Fighting for Civil Rights in Historic Martineztown

Earlier today we filed an administrative complaint with the U.S. Department of Housing and Urban Development calling for an investigation into the City of Albuquerque’s discriminatory zoning of the historic and culturally-rich neighborhood of Martineztown. Under Title VIII of the Civil Rights Act—also known as the Fair Housing Act, U.S. HUD is tasked with making sure recipients of its federal funds, such as Albuquerque, do not discriminate on the basis of race. Yet the City has mistreated this predominately minority community for decades, and we are standing with Martineztown community members asking U.S. HUD and the City to finally right this wrong.

On the 50th anniversary of the Fair Housing Act, we filed this complaint for the Martineztown Working Group, the Historic Neighborhood Alliance, and Loretta Naranjo Lopez--a life-long resident and sixth generation descendant of the community’s founding family.

There are places dotted across the country that connect us with our past, remind us of our story, and seem to defy our normal conception of time. An ancient redwood tree, a national monument, the layers of earth made visible in a deep desert canyon, stepping inside the library of treasured University. These places weave together a tapestry, evolving with each new generation. The neighborhood of Martineztown in Albuquerque, New Mexico is one of these special places.

One of Albuquerque’s oldest communities, Martineztown was settled by the Martin family around the same time the land became part of the U.S. in the Mexican-American War in 1846. Over 160 years later, parts of the neighborhood still retain the look and feel of a traditional New Mexico village, and many families still live on properties passed down through several generations.

The City’s treatment of this community, however, has been nothing short of a tragedy. The City zoned the area for commerce and light manufacturing in the 1950s, and this shift encouraged commercial and industrial development that ate away at the area’s cultural integrity. In the decades since, the City has continued to perpetuate this so-called “mismatched zoning”: light industrial uses directly adjacent to historic homes, mixed use designations where there are only historic single-family homes. In the 1970s, the City recognized that the inappropriate zoning from the 1950s was causing the deterioration of the area, but it didn’t remedy the problem.

Like many cities across the country, Albuquerque has been working since 2015 to update and modernize its zoning code. This was a fantastic opportunity for the City to finally give Martineztown more appropriate zoning. Instead, the City perpetuated the old, deleterious scheme.

The story of Martineztown is all the more heartbreaking considering how differently the City has treated nearby, historic communities that are more white, and more affluent. 71% of the residents of Martineztown are minorities, and the neighborhood is in the 93rd percentile for the entire U.S. for the percentage of its population that earn less than two times the poverty line.

In contrast, the nearby neighborhood called the Huning Highland Historic District enjoys an historic preservation designation requiring city approval for changes to historic properties and much of it is zoned for residential homes. Only 49% of the neighborhood residents are minority. Similarly, the nearby neighborhood of Nob Hill is only 29% minority, and only 29% low income, and zoned mostly for residential homes.

This disparate impact from the City’s decades-long mistreatment of Martineztown, coupled with its failure to finally fix the problem in its most recent zoning code, amounts to a violation of the Civil Rights Act. The residents of this special neighborhood deserve better.

While it is impossible to completely remedy the many decades of mistreatment and deterioration, there are tangible steps the City could take to treat this neighborhood equally to other historic communities and build a brighter future for Martineztown. These include changing the zoning map to accurately reflect actual land uses, including zoning homes that are part of the community’s historic character as Zone District R-1; establish an Historic Overlay Zone for Martineztown that requires City approval before historic buildings are retrofitted; and support residents with listing historic properties under the National and State historic registers.

I am proud to work with Martineztown community leaders in submitting this Civil Rights complaint, and in calling on the City, and Albuquerque’s new Mayor, to finally address this injustice that has gone on for far too long.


> REQUIRED ACTION:
Report every line from the following entries that contains the string "type".

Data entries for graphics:
+-------+

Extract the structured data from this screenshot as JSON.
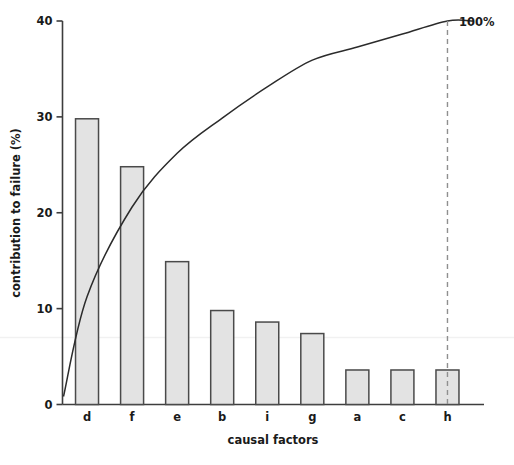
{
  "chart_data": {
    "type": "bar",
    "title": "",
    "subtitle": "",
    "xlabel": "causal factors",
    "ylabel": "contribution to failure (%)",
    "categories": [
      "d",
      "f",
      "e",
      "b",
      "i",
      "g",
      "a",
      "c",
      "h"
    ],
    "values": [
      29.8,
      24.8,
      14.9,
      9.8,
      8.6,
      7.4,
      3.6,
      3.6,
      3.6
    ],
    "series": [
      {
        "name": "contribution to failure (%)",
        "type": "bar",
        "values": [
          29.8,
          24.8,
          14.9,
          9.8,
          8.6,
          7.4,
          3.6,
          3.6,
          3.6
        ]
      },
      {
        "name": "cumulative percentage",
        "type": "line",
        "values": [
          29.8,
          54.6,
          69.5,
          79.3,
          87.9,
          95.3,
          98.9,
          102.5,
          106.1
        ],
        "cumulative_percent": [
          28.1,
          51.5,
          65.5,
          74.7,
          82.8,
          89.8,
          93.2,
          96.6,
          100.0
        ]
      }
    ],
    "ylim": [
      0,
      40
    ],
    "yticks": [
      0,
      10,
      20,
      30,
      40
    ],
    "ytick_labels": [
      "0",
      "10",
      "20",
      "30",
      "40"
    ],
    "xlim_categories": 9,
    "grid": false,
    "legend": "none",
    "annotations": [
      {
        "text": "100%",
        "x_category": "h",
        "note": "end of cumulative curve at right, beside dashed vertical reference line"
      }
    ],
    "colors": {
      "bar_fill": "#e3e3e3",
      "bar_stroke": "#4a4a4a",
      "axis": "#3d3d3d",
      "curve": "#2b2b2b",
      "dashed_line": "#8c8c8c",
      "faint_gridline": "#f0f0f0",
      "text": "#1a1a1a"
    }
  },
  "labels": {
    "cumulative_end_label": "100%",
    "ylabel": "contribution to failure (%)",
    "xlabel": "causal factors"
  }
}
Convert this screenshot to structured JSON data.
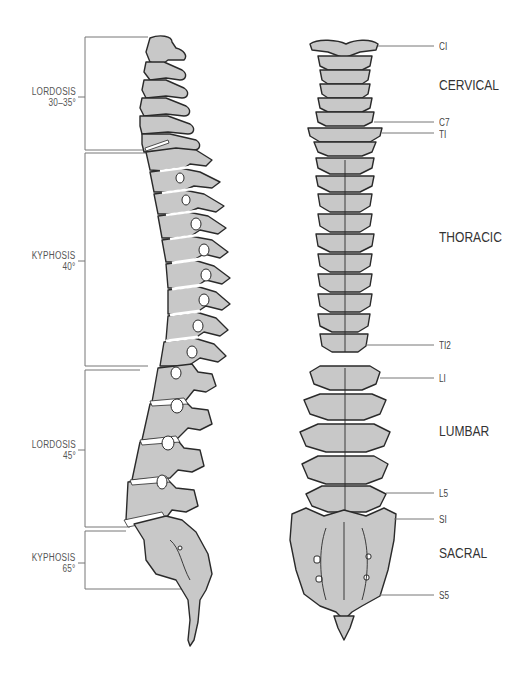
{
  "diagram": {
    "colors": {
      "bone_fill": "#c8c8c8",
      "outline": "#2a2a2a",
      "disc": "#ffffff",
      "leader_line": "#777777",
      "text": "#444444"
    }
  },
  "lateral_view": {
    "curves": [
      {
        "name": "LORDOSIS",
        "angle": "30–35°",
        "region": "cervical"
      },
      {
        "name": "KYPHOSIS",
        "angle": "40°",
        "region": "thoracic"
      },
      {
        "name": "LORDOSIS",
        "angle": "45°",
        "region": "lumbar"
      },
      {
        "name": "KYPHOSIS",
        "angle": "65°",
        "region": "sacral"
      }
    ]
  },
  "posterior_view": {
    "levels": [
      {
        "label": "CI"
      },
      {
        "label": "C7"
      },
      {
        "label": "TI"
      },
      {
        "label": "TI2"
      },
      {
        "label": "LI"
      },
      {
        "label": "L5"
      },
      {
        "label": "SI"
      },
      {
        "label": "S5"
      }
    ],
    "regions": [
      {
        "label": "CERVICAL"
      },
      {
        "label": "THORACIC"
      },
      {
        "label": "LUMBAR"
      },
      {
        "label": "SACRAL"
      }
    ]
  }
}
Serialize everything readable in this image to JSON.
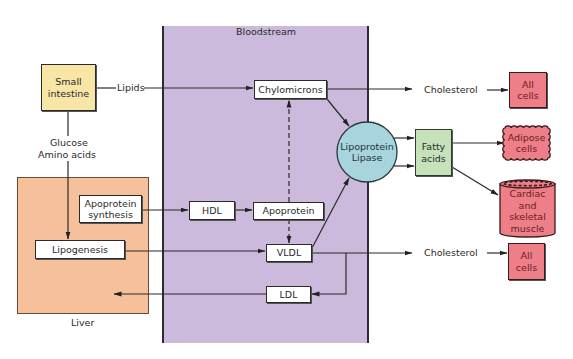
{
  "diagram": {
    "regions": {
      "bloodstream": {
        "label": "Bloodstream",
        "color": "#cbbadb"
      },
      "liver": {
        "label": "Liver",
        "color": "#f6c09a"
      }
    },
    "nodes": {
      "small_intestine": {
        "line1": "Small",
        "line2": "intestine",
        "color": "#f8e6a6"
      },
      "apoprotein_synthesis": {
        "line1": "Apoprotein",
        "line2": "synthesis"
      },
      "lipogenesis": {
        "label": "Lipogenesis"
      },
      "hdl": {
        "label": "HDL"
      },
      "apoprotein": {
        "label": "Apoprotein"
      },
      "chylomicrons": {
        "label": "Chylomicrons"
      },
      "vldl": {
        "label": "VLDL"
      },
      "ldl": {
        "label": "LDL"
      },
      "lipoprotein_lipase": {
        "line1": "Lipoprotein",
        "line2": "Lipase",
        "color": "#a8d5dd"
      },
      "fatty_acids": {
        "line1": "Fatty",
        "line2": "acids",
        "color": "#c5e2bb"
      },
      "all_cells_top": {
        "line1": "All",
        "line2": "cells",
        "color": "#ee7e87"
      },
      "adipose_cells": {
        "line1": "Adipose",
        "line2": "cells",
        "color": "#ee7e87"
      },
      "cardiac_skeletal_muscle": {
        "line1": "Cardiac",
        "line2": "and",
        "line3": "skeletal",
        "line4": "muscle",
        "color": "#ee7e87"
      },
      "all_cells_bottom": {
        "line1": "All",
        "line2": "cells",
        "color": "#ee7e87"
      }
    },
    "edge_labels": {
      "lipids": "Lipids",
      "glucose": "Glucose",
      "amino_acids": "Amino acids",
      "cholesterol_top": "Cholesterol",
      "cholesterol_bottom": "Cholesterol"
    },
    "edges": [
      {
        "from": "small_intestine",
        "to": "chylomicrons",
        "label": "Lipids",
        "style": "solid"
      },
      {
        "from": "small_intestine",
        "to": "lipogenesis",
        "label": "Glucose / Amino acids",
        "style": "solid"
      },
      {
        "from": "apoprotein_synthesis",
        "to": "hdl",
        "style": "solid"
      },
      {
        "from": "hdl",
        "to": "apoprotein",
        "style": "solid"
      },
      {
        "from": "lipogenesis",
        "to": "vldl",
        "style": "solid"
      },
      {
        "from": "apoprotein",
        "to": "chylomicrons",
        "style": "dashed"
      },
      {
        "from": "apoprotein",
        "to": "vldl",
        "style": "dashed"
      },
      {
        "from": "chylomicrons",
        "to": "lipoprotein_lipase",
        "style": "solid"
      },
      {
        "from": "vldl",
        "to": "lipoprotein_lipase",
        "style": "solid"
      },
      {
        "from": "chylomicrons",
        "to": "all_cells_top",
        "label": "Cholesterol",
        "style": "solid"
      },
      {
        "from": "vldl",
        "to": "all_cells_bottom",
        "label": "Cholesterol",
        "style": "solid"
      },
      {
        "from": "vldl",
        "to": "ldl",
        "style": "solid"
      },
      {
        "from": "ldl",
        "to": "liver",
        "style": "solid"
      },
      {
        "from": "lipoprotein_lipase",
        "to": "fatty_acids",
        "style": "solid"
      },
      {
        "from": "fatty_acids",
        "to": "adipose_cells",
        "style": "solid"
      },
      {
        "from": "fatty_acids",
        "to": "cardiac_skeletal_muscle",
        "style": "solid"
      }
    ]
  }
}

+-------+

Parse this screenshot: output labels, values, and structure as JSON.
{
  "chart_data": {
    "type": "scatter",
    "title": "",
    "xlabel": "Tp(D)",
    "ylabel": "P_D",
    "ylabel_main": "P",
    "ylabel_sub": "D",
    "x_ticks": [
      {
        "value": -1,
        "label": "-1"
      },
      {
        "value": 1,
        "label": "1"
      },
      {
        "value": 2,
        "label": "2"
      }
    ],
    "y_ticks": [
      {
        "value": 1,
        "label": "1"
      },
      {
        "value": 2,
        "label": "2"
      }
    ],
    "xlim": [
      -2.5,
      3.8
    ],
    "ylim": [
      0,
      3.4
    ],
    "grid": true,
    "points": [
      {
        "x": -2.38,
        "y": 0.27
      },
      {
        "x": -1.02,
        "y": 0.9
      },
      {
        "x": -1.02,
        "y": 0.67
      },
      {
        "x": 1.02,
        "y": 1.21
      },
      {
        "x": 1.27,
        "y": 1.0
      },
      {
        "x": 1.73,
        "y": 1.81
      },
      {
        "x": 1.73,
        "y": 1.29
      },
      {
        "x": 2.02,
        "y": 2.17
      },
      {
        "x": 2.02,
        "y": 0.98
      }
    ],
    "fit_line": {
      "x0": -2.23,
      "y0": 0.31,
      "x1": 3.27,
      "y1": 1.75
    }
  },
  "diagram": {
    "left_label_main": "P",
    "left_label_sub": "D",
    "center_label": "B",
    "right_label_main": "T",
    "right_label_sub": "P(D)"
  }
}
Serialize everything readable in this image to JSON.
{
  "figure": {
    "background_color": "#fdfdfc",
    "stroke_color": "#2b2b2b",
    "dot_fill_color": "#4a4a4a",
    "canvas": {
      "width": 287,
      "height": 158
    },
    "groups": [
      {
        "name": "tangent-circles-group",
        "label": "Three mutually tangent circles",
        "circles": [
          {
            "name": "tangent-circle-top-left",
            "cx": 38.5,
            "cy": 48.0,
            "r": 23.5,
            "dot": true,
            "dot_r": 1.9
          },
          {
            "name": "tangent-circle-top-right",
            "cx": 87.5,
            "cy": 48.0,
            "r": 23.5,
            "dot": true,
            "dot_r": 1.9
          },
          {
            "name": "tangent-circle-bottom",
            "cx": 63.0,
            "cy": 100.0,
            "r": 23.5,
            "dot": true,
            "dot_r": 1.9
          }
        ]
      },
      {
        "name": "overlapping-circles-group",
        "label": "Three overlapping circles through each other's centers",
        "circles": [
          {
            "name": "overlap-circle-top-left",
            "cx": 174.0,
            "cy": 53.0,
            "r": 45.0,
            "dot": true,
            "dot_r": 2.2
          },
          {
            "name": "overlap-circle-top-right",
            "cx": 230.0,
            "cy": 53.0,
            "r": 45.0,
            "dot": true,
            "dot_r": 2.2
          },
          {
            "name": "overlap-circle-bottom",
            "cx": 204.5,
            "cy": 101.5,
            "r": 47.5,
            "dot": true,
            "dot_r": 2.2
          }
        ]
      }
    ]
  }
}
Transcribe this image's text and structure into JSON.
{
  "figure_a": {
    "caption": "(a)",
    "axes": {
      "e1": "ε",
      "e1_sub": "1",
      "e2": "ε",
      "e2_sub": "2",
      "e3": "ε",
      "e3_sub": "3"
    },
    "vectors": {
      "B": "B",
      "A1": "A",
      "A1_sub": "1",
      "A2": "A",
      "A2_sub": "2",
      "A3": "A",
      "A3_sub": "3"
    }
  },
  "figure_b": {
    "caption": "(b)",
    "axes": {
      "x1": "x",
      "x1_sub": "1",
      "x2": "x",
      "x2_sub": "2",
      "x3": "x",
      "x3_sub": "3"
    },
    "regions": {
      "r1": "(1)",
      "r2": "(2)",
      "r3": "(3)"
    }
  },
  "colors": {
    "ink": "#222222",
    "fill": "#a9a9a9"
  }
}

+-------+

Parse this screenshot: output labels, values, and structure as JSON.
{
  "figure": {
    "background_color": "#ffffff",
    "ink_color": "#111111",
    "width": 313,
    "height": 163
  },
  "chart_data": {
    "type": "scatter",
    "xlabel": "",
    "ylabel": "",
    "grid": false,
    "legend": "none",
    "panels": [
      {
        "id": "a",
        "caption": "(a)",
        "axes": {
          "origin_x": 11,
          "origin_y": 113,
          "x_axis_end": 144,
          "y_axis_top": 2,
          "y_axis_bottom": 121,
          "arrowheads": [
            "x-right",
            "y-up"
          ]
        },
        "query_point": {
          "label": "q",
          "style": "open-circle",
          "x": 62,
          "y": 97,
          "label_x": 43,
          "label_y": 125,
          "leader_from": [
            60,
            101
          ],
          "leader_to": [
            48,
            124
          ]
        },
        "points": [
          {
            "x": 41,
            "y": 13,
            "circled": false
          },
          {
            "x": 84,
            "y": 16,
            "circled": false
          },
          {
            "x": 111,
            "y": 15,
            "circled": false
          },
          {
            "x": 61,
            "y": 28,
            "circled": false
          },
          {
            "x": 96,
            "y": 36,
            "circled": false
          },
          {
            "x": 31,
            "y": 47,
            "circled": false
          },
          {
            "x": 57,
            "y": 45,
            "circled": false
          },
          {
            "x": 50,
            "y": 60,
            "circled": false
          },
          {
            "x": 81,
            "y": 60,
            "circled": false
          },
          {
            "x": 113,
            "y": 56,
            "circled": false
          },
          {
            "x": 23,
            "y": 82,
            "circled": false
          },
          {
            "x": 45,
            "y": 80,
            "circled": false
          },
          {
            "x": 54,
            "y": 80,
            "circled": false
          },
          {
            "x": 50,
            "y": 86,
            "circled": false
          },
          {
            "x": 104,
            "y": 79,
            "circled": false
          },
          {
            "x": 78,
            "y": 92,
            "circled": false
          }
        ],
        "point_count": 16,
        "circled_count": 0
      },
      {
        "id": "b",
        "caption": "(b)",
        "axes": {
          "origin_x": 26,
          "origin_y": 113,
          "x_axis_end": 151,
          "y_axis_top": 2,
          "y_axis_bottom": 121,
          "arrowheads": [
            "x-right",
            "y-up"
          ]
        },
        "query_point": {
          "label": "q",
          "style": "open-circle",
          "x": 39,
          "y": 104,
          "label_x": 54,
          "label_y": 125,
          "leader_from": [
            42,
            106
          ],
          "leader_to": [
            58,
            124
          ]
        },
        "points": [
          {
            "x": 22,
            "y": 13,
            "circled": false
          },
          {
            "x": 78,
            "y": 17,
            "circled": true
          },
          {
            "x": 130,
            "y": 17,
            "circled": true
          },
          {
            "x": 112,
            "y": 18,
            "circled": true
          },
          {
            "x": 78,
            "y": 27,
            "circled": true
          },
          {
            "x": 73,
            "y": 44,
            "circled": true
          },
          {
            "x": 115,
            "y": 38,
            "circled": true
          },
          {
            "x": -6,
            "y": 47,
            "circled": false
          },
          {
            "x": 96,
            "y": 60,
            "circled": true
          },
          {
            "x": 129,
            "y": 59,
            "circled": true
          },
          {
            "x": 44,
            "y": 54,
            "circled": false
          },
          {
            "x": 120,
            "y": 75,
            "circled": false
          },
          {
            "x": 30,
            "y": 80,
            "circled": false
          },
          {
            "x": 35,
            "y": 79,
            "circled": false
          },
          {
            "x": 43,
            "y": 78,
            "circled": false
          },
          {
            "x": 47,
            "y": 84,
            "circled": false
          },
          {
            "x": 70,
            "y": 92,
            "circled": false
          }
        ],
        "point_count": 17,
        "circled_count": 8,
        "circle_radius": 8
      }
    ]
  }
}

+-------+

> REPLY:
    "type": "bar",
        "type": "bar",
        "type": "line",
    "type": "scatter",
    "type": "scatter",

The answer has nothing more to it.